Book Reviews: You Like It Darker: Stephen King
Published 8:00 am Wednesday, June 19, 2024
You Like It Darker:
Stephen King
Always fun in a chilling kind of way to open a book of Stephen King stories.
“You Like It Darker” is just such a book and the “Stories” mentioned on the cover is appropriate.
While most of the tales in the book fall under the definition of “short stories,” one story is about 150 pages, another is 90 pages and couple of them are about 50 pages each.
The book includes a dozen stories.
One of the longer stories weaves the tale of how two buddies in a rural area became world-famous as an artist and a writer respectively. The son of the writer pieces together how it happened after his famous father died.
In “Rattlesnakes,” King revisits a character from his novel “Cujo,” 40-plus years later, a man hoping to mourn in a friend’s beach house but is instead haunted by twin children who died by numerous snake bites years earlier.
“The Answer Man” follows the life of a young attorney facing the tough decision of joining the family firm in the big city or striking out on his own in a small town. At a roadside stand, he encounters a strange man who claims he can answer any questions. The young man asks. The Answer Man answers. The young man’s life is set into motion.
“Danny Coughlin’s Bad Dream” is the longest story in the book. It is arguably the best story, too. Danny Coughlin has a vivid dream that reveals the location of a young woman’s body. He’s never had any premonitions in the past but he acts upon the dream, finds the place and discovers the woman’s body. He reports the body, thinking he is doing so anonymously, but his identity is soon revealed and he becomes the suspect in the case. He is pursued by a state police detective convinced that Danny killed the woman.
Given this is a book of “Stories,” readers may enter the 150-page “Danny Coughlin’s Bad Dream” with a sigh of exasperation, thinking they wanted a book of short stories instead of a tale as long as a short novel. But King weaves his magic. Readers will quickly be engrossed by what happens to Dany Coughlin and turning the pages to find out what happens next.
The shorter stories involve an alcoholic wanting to share his experiences with a stranger on the street, a grandfather establishing a connection with his socially awkward grandson, a young man nabbed on the street in a case of mistaken identity, a family that comes to appreciate their grandfather, a man who claims his wife is not what she seems, a traveler who averts disaster for troubled planes, a man who is given a young pup but also faces an alligator, a man drawn into a scientific experiment on dreaming.
Many of the stories feature an older character as the chief protagonist, and that’s OK. King is older and writers should always write what they know. But older doesn’t make the stories any less terrifying. and terrifying is what King knows best.
Past Tense: Lee Child
With nearly 30 novels in the series, one would think we’d know more about Jack Reacher’s parents.
We know his father was a Marine who journeyed the world with his family. His mother was French and worked with the Resistance during World War II. We know they are both dead.
Author Lee Child penned a short story about Reacher as a kid; the story featured his father as a supporting character.
But really, past those few details, we know little about Reacher’s dad. We learn a little more in “Past Tense.”
Reacher is doing his regular thing here – owning nothing but the clothes on his back and the portable toothbrush in his pocket, hitchhiking across America. In New Hampshire, he runs across the name of the town where his late father was born.
Reacher stops in the town to find out a bit more about his dad and maybe see the house where his father was raised and perhaps meet a relative or two.
He gets more than he expected.
Reacher discovers there is a mystery surrounding his father’s youth.
Meanwhile, near the same town, a young couple stops at a wooded inn after their car breaks down. Soon, to paraphrase the old Eagles song, the couple learns they can check in but they can never leave.
Child divides “Past Tense” between Reacher’s search for family – and encountering troubles from locals – and the young couple’s travails with the people who run the inn in the woods. “Past Tense” is as much this couple’s book as it is Reacher’s. and that’s OK. Child has done this before and readers easily become invested in the couple’s story.
Of course, there comes a time when Reacher’s story and the couple’s story collide. Well worth the wait.
And so is the resolution of the mystery around Reacher’s father.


> _What is required_:
From the records below, find each line with the string "优势度指数" and copy it.
::: Dataset content :::
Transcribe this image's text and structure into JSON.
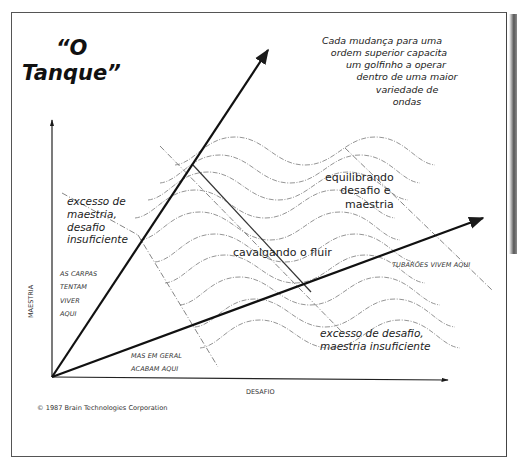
{
  "title": {
    "line1": "“O",
    "line2": "Tanque”"
  },
  "note": {
    "lines": [
      "Cada mudança para uma",
      "ordem superior capacita",
      "um golfinho a operar",
      "dentro de uma maior",
      "variedade de",
      "ondas"
    ]
  },
  "zones": {
    "balance": [
      "equilibrando",
      "desafio e",
      "maestria"
    ],
    "flow": "cavalgando o fluir",
    "too_much_mastery": [
      "excesso de",
      "maestria,",
      "desafio",
      "insuficiente"
    ],
    "too_much_challenge": [
      "excesso de desafio,",
      "maestria insuficiente"
    ],
    "carps_try": [
      "AS CARPAS",
      "TENTAM",
      "VIVER",
      "AQUI"
    ],
    "but_end_up": [
      "MAS EM GERAL",
      "ACABAM AQUI"
    ],
    "sharks": "TUBARÕES VIVEM AQUI"
  },
  "axes": {
    "y_label": "MAESTRIA",
    "x_label": "DESAFIO"
  },
  "credit": "© 1987 Brain Technologies Corporation",
  "colors": {
    "ink": "#1a1a1a",
    "wave": "#777777",
    "frame": "#555555",
    "paper": "#ffffff"
  }
}
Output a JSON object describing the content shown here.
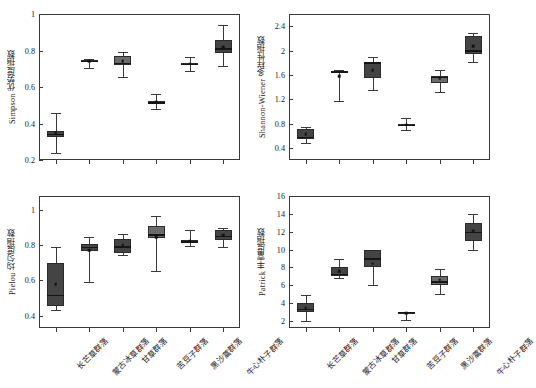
{
  "figure": {
    "categories": [
      "长芒草群落",
      "蒙古冰草群落",
      "甘草群落",
      "苦豆子群落",
      "黑沙蒿群落",
      "牛心朴子群落"
    ],
    "panels": [
      {
        "id": "simpson",
        "ylabel": "Simpson 优势度指数",
        "ylim": [
          0.2,
          1.0
        ],
        "yticks": [
          0.2,
          0.4,
          0.6,
          0.8,
          1.0
        ],
        "yticklabels": [
          "0.2",
          "0.4",
          "0.6",
          "0.8",
          "1.0"
        ]
      },
      {
        "id": "shannon",
        "ylabel": "Shannon-Wiener 多样性指数",
        "ylim": [
          0.2,
          2.6
        ],
        "yticks": [
          0.4,
          0.8,
          1.2,
          1.6,
          2.0,
          2.4
        ],
        "yticklabels": [
          "0.4",
          "0.8",
          "1.2",
          "1.6",
          "2.0",
          "2.4"
        ]
      },
      {
        "id": "pielou",
        "ylabel": "Pielou 均匀度指数",
        "ylim": [
          0.33,
          1.08
        ],
        "yticks": [
          0.4,
          0.6,
          0.8,
          1.0
        ],
        "yticklabels": [
          "0.4",
          "0.6",
          "0.8",
          "1.0"
        ]
      },
      {
        "id": "patrick",
        "ylabel": "Patrick 丰富度指数",
        "ylim": [
          1.2,
          16.0
        ],
        "yticks": [
          2,
          4,
          6,
          8,
          10,
          12,
          14,
          16
        ],
        "yticklabels": [
          "2",
          "4",
          "6",
          "8",
          "10",
          "12",
          "14",
          "16"
        ]
      }
    ]
  },
  "chart_data": [
    {
      "type": "box",
      "id": "simpson",
      "title": "",
      "xlabel": "",
      "ylabel": "Simpson 优势度指数",
      "ylim": [
        0.2,
        1.0
      ],
      "yticks": [
        0.2,
        0.4,
        0.6,
        0.8,
        1.0
      ],
      "grid": false,
      "legend": "none",
      "categories": [
        "长芒草群落",
        "蒙古冰草群落",
        "甘草群落",
        "苦豆子群落",
        "黑沙蒿群落",
        "牛心朴子群落"
      ],
      "boxes": [
        {
          "category": "长芒草群落",
          "min": 0.24,
          "q1": 0.325,
          "median": 0.345,
          "q3": 0.357,
          "max": 0.455,
          "mean": 0.347,
          "shade": "dark"
        },
        {
          "category": "蒙古冰草群落",
          "min": 0.705,
          "q1": 0.738,
          "median": 0.742,
          "q3": 0.746,
          "max": 0.753,
          "mean": 0.74,
          "shade": "dark"
        },
        {
          "category": "甘草群落",
          "min": 0.655,
          "q1": 0.718,
          "median": 0.731,
          "q3": 0.772,
          "max": 0.793,
          "mean": 0.741,
          "shade": "mid"
        },
        {
          "category": "苦豆子群落",
          "min": 0.477,
          "q1": 0.508,
          "median": 0.516,
          "q3": 0.522,
          "max": 0.562,
          "mean": 0.517,
          "shade": "dark"
        },
        {
          "category": "黑沙蒿群落",
          "min": 0.688,
          "q1": 0.723,
          "median": 0.728,
          "q3": 0.731,
          "max": 0.762,
          "mean": 0.727,
          "shade": "dark"
        },
        {
          "category": "牛心朴子群落",
          "min": 0.714,
          "q1": 0.787,
          "median": 0.811,
          "q3": 0.856,
          "max": 0.941,
          "mean": 0.817,
          "shade": "dark"
        }
      ]
    },
    {
      "type": "box",
      "id": "shannon",
      "title": "",
      "xlabel": "",
      "ylabel": "Shannon-Wiener 多样性指数",
      "ylim": [
        0.2,
        2.6
      ],
      "yticks": [
        0.4,
        0.8,
        1.2,
        1.6,
        2.0,
        2.4
      ],
      "grid": false,
      "legend": "none",
      "categories": [
        "长芒草群落",
        "蒙古冰草群落",
        "甘草群落",
        "苦豆子群落",
        "黑沙蒿群落",
        "牛心朴子群落"
      ],
      "boxes": [
        {
          "category": "长芒草群落",
          "min": 0.475,
          "q1": 0.545,
          "median": 0.585,
          "q3": 0.705,
          "max": 0.735,
          "mean": 0.627,
          "shade": "dark"
        },
        {
          "category": "蒙古冰草群落",
          "min": 1.165,
          "q1": 1.635,
          "median": 1.655,
          "q3": 1.665,
          "max": 1.675,
          "mean": 1.575,
          "shade": "dark"
        },
        {
          "category": "甘草群落",
          "min": 1.345,
          "q1": 1.545,
          "median": 1.805,
          "q3": 1.815,
          "max": 1.895,
          "mean": 1.675,
          "shade": "dark"
        },
        {
          "category": "苦豆子群落",
          "min": 0.685,
          "q1": 0.755,
          "median": 0.775,
          "q3": 0.785,
          "max": 0.885,
          "mean": 0.78,
          "shade": "mid"
        },
        {
          "category": "黑沙蒿群落",
          "min": 1.325,
          "q1": 1.465,
          "median": 1.565,
          "q3": 1.585,
          "max": 1.685,
          "mean": 1.54,
          "shade": "mid"
        },
        {
          "category": "牛心朴子群落",
          "min": 1.805,
          "q1": 1.935,
          "median": 2.005,
          "q3": 2.245,
          "max": 2.295,
          "mean": 2.075,
          "shade": "dark"
        }
      ]
    },
    {
      "type": "box",
      "id": "pielou",
      "title": "",
      "xlabel": "",
      "ylabel": "Pielou 均匀度指数",
      "ylim": [
        0.33,
        1.08
      ],
      "yticks": [
        0.4,
        0.6,
        0.8,
        1.0
      ],
      "grid": false,
      "legend": "none",
      "categories": [
        "长芒草群落",
        "蒙古冰草群落",
        "甘草群落",
        "苦豆子群落",
        "黑沙蒿群落",
        "牛心朴子群落"
      ],
      "boxes": [
        {
          "category": "长芒草群落",
          "min": 0.435,
          "q1": 0.455,
          "median": 0.517,
          "q3": 0.7,
          "max": 0.788,
          "mean": 0.578,
          "shade": "dark"
        },
        {
          "category": "蒙古冰草群落",
          "min": 0.592,
          "q1": 0.77,
          "median": 0.792,
          "q3": 0.805,
          "max": 0.845,
          "mean": 0.772,
          "shade": "dark"
        },
        {
          "category": "甘草群落",
          "min": 0.745,
          "q1": 0.755,
          "median": 0.795,
          "q3": 0.835,
          "max": 0.865,
          "mean": 0.8,
          "shade": "dark"
        },
        {
          "category": "苦豆子群落",
          "min": 0.655,
          "q1": 0.84,
          "median": 0.862,
          "q3": 0.912,
          "max": 0.965,
          "mean": 0.845,
          "shade": "mid"
        },
        {
          "category": "黑沙蒿群落",
          "min": 0.795,
          "q1": 0.818,
          "median": 0.823,
          "q3": 0.828,
          "max": 0.885,
          "mean": 0.823,
          "shade": "dark"
        },
        {
          "category": "牛心朴子群落",
          "min": 0.792,
          "q1": 0.828,
          "median": 0.855,
          "q3": 0.888,
          "max": 0.9,
          "mean": 0.857,
          "shade": "dark"
        }
      ]
    },
    {
      "type": "box",
      "id": "patrick",
      "title": "",
      "xlabel": "",
      "ylabel": "Patrick 丰富度指数",
      "ylim": [
        1.2,
        16.0
      ],
      "yticks": [
        2,
        4,
        6,
        8,
        10,
        12,
        14,
        16
      ],
      "grid": false,
      "legend": "none",
      "categories": [
        "长芒草群落",
        "蒙古冰草群落",
        "甘草群落",
        "苦豆子群落",
        "黑沙蒿群落",
        "牛心朴子群落"
      ],
      "boxes": [
        {
          "category": "长芒草群落",
          "min": 2.0,
          "q1": 3.0,
          "median": 3.35,
          "q3": 4.0,
          "max": 4.9,
          "mean": 3.4,
          "shade": "dark"
        },
        {
          "category": "蒙古冰草群落",
          "min": 6.8,
          "q1": 7.0,
          "median": 7.3,
          "q3": 8.0,
          "max": 8.9,
          "mean": 7.6,
          "shade": "dark"
        },
        {
          "category": "甘草群落",
          "min": 6.0,
          "q1": 8.0,
          "median": 9.0,
          "q3": 10.0,
          "max": 10.0,
          "mean": 8.4,
          "shade": "dark"
        },
        {
          "category": "苦豆子群落",
          "min": 2.05,
          "q1": 2.95,
          "median": 3.0,
          "q3": 3.02,
          "max": 3.05,
          "mean": 2.85,
          "shade": "dark"
        },
        {
          "category": "黑沙蒿群落",
          "min": 5.0,
          "q1": 6.0,
          "median": 6.45,
          "q3": 7.0,
          "max": 7.8,
          "mean": 6.6,
          "shade": "mid"
        },
        {
          "category": "牛心朴子群落",
          "min": 10.0,
          "q1": 11.0,
          "median": 12.0,
          "q3": 13.0,
          "max": 14.0,
          "mean": 12.1,
          "shade": "dark"
        }
      ]
    }
  ],
  "colors": {
    "box_dark": "#444444",
    "box_mid": "#6b6b6b",
    "axis": "#3a3a3a",
    "median": "#151515",
    "background": "#ffffff"
  }
}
:::
> _Response for this exercise_:
        "ylabel": "Simpson 优势度指数",
      "ylabel": "Simpson 优势度指数",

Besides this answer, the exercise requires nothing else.